Is there as much of a culture of fear in Britain? That seems more the question. Not in my experience. But fear does manifest, in weird ways: for instance, the macabre Jade Goody deathwatch. Perhaps the impending fear of financial (worldly) loss is linked to a primordial fear of death. Just for fun I Googled "fear of death" and Wiki's entry on "Existential crisis" popped up. Veddy interestingk. Jade's tabloid death vigil gives me the chills, and it makes me wonder about the people who pay to read those papers, as well as the publishers. (For the uninitiated, print journalism here plays a very different role than it does in the States—it's weird enough to make even a writer celebrate the death of print.) But perhaps I shouldn't judge. At least someone's making some money. The Goody fascination is a diversionary tactic; a Princess Diana for 2009. The sadness of it makes my head want to implode; whereas if I were in America now, I think, my head would explode from all the screaming. So, I switch off. Time to take stock and make soup.

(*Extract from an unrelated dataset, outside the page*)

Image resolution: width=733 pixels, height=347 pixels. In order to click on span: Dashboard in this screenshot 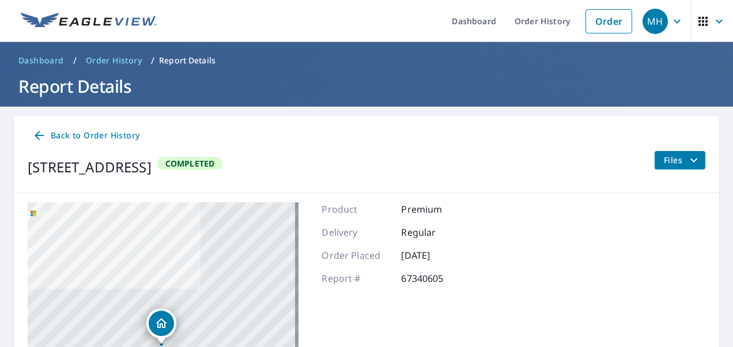, I will do `click(41, 61)`.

* I use quotes because home is a really theoretical concept to me now as an expat/immigrant. As my (East) German friend once said when I asked him if he ever missed it, "Home—that's an interesting idea."

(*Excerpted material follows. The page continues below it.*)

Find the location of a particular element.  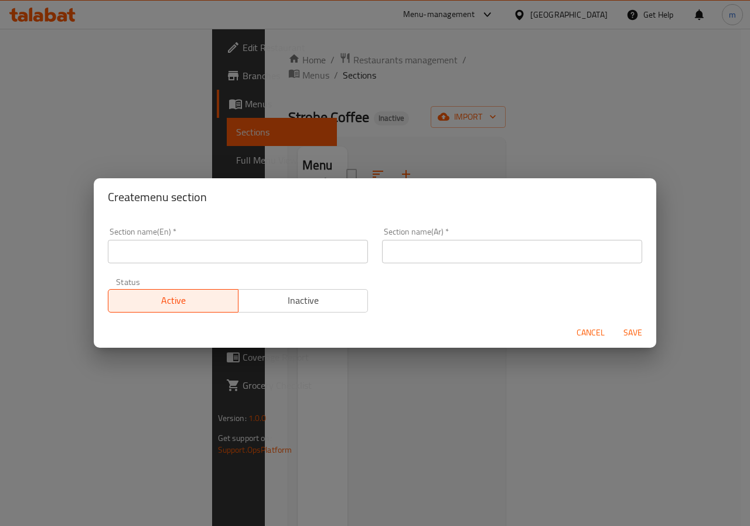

Saturday, 21 February 2009

Manahatta to Albion


One characteristic of my life that's changed since moving here is that I listen to an awful lot of radio. My routine in New York was to switch on the tube and NY1 first thing in the morning, just to take the temperature of the world before venturing out into it; and while I do miss that particular ritual (and Pat, Roma, Kristen et al), I have since established a new one: waking with BBC Radio 4 and, later, turning over to the World Service. It's a ritual I share with millions of people all over the globe, the "men and women, so cut off by the snow, the desert, or the sea, that only voices out of the air can reach them," as George V said in the first Royal Christmas Message in 1932. I think it is a certain sense of being castaway that sums up living abroad to me, at least sometimes, and makes me grateful for the calm, dependable presence of the BBC.

Radio 4 had a program on Monday, Island Dreams, that examined how "the idea of the island" captures the British imagination. From Lord of the Flies to "Desert Island Discs," the island as metaphor figures prominently. It's part of our psyche as an island nation, the presenter proposed, this fascination with being cut off, alone, stalwart. It's a fascination I happen to share—it's funny that I've essentially just hopped from one island (Manhattan) to another (British).

Before I moved here permanently, I spent a week one August on the island of Eigg, in the Inner Hebrides, with my husband to be. We rented a television-less former croft and spent our days hiking around the cliffs and moors. In the evenings we'd come back, exhausted, and cook our supper in the small kitchen, looking out the window over the sink toward the sea, and we'd listen to the news, and the Book of the Day, and finally the shipping forecast. We were utterly, blissfully alone, my fiancé and I, seeing almost no one else that week, save the sheep and cows; the radio kept us tethered to civilization, just enough.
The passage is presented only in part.